General Discussion
Related: Editorials & Other Articles, Issue Forums, Alliance Forums, Region Forums100 years ago today: Ludlow Massacre
The was an attack by the Colorado National Guard and Colorado Fuel & Iron Company camp guards on a tent colony of 1,200 striking coal miners and their families at Ludlow, Colorado, on April 20, 1914. Some two dozen people, including women and children, were killed. The chief owner of the mine, John D. Rockefeller, Jr., was widely criticized for the incident.
The massacre, the culmination of a bloody widespread strike against Colorado coal mines, resulted in the violent deaths of between 19 and 26 people; reported death tolls vary but include two women and eleven children, asphyxiated and burned to death under a single tent.[1] The deaths occurred after a daylong fight between militia and camp guards against striking workers. Ludlow was the deadliest single incident in the southern Colorado Coal Strike, lasting from September 1913 through December 1914. The strike was organized by theUnited Mine Workers of America (UMWA) against coal mining companies in Colorado. The three largest companies involved were the Rockefeller family-owned Colorado Fuel & Iron Company (CF&I), the Rocky Mountain Fuel Company (RMF), and the Victor-American Fuel Company (VAF).
In retaliation for Ludlow, the miners armed themselves and attacked dozens of mines over the next ten days, destroying property and engaging in several skirmishes with the Colorado National Guard along a 40-mile front from Trinidad to Walsenburg.[2]The entire strike would cost between 69 and 199 lives. Thomas G. Andrews described it as the "deadliest strike in the history of the United States".[3]
The Ludlow Massacre was a watershed moment in American labor relations. Historian Howard Zinndescribed the Ludlow Massacre as "the culminating act of perhaps the most violent struggle between corporate power and laboring men in American history".[4] Congress responded to public outcry by directing the House Committee on Mines and Mining to investigate the incident.[5] Its report, published in 1915, was influential in promoting child labor laws and an eight-hour work day.
The Ludlow site, 12 miles (19 km) northwest ofTrinidad, Colorado, is now a ghost town site is owned by the UMWA, which erected a granite monument in memory of the miners and their families who died that day.[6] TheLudlow Tent Colony Site was designated a National Historic Landmark on January 16, 2009, and dedicated on June 28, 2009.[6] Modern archeologicalinvestigation largely supports the strikers' reports of the event.[7]
http://en.m.wikipedia.org/wiki/Ludlow_Massacre
marmar
(77,097 posts)Solly Mack
(90,792 posts)xchrom
(108,903 posts)chervilant
(8,267 posts)but for the fact that corporate megalomaniacs have worked hard to eliminate such tragic events from our history books.
Demo_Chris
(6,234 posts)They should have gone with 'Ludlow Loonies' or something similar. Do that and the American people are totally cool with it.
Scuba
(53,475 posts)redqueen
(115,103 posts)Community college professor. Worth his weight in gold. Ran into him years later at a dem precinct convention.
malthaussen
(17,217 posts)Isn't it wonderful that we're free of that now?
-- Mal
Alkene
(752 posts)Sort of a thingy.
malthaussen
(17,217 posts)Hadn't even considered the second point. Thanks!
-- Mal
LeftishBrit
(41,212 posts)Jesus Malverde
(10,274 posts)Great read thanks.
former9thward
(32,097 posts)If you are traveling on I-25 in southern Colorado it is well worth the visit but it can be easy to miss. It is just off the freeway but it is not well marked.
Brickbat
(19,339 posts)John1956PA
(2,659 posts)A sad anniversary.
Enthusiast
(50,983 posts)truedelphi
(32,324 posts)other chocolates. (or else helping the kids maneuver through the Easter Egg hunt)
But maybe when they return from those hijinks?
And Happy Easter to you Enthusiast. (or Happy Spring and Happy Ishtar, if easter is not your thing.)
Enthusiast
(50,983 posts)And Happy Easter to you.
Earth_First
(14,910 posts)druidity33
(6,449 posts)countryjake
(8,554 posts)everywhere!
Colorado Coal Field War Project
http://www.du.edu/ludlow/cfphoto.html
Mother Jones believed in organizing entire communities.
She brought that style to Colorado and elsewhere .
http://motherjonesmuseum.org/index.htm
Brigid
(17,621 posts)Several months ago right here on DU. Just like I never never heard of Blair Mountain until I saw an account of it in a doc about Appalachia on the History Channel a few years ago.
It is no accident that labor history is not taught in school.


Task to complete: The answer consists solely of the lines running from the one with "Guide me to footwear." through the final line below, transcribed exactly and without any pictures.

Saved entries:
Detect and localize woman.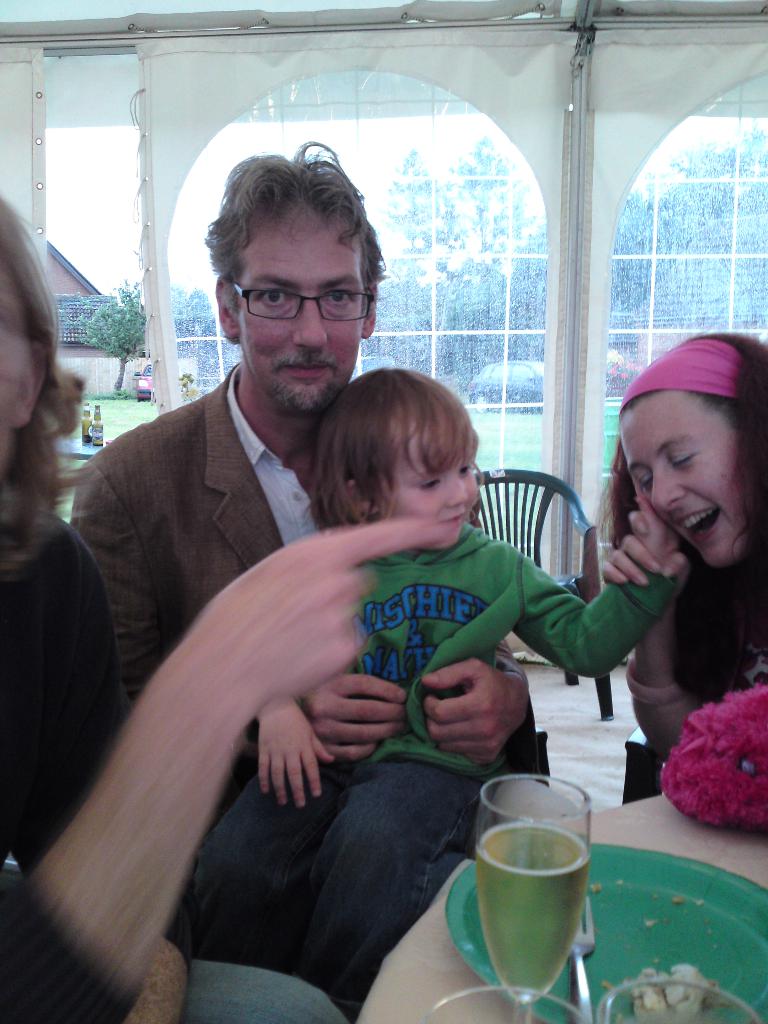
Localized at [552, 285, 767, 793].
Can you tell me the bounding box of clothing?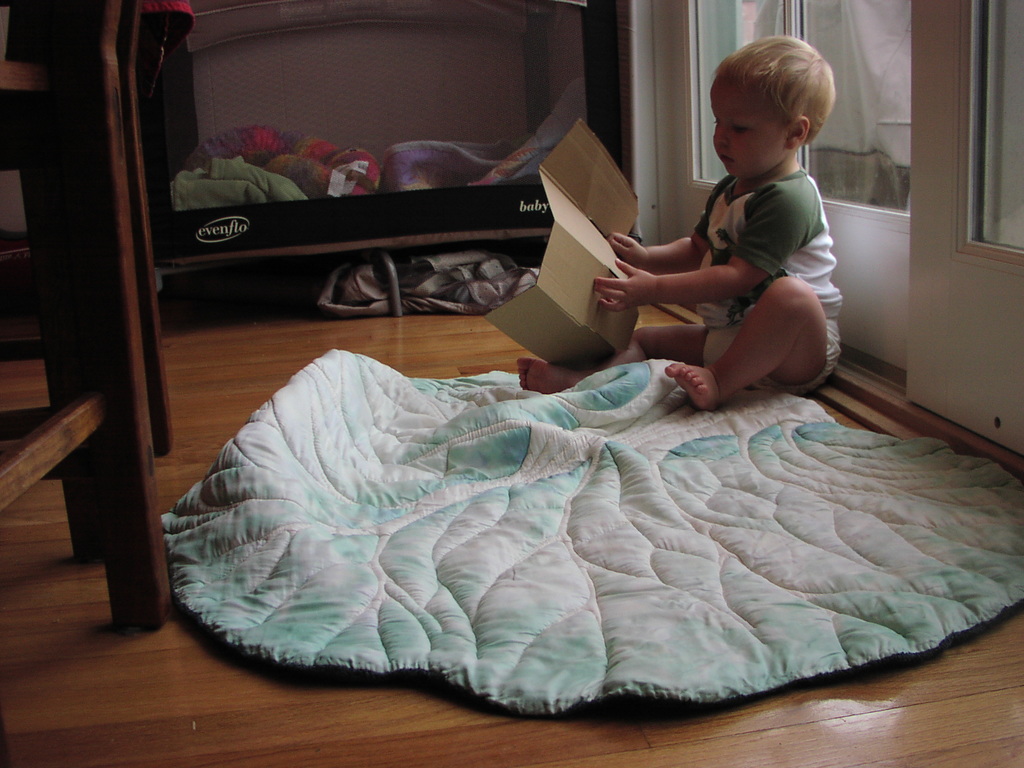
detection(168, 346, 1023, 715).
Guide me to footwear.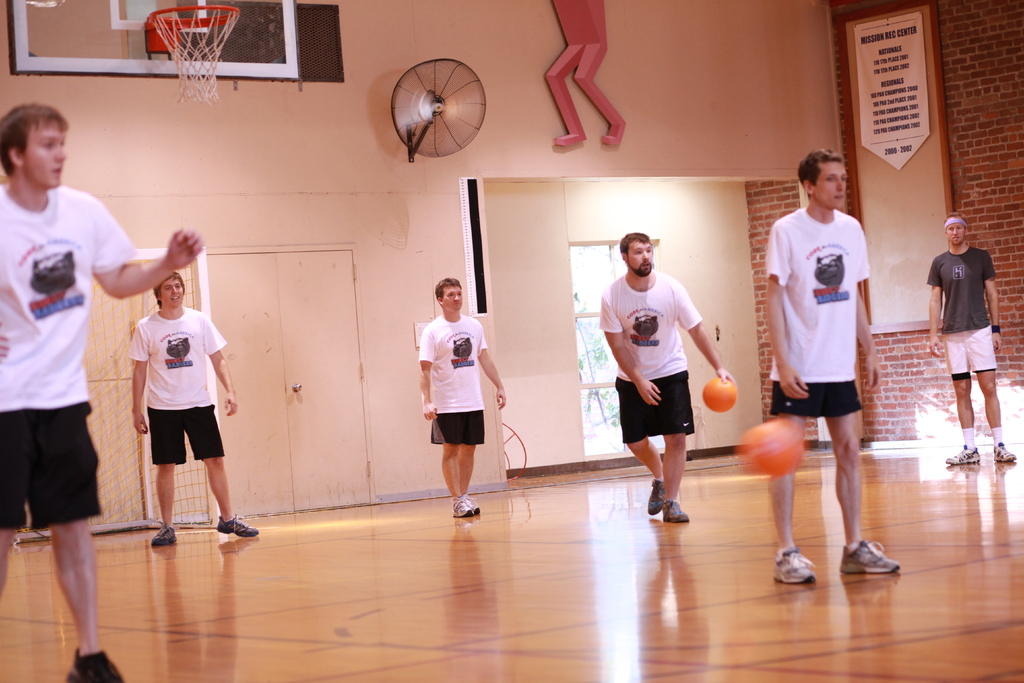
Guidance: bbox=(991, 442, 1014, 467).
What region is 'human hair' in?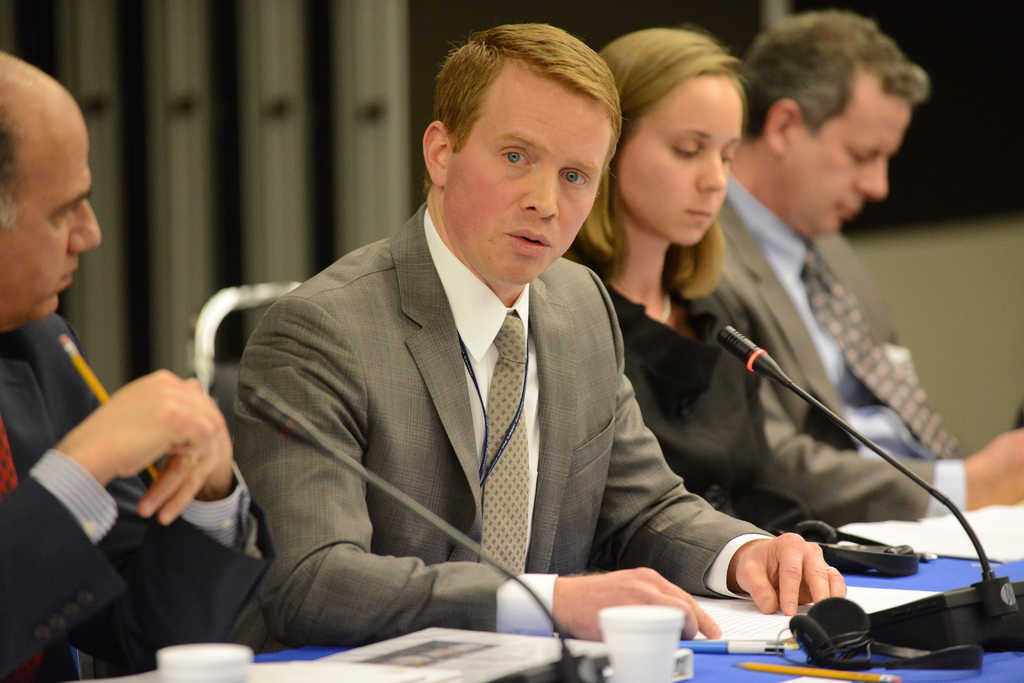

Answer for the task:
Guide me to footwear.
Guidance: bbox=(991, 442, 1014, 467).
What region is 'human hair' in?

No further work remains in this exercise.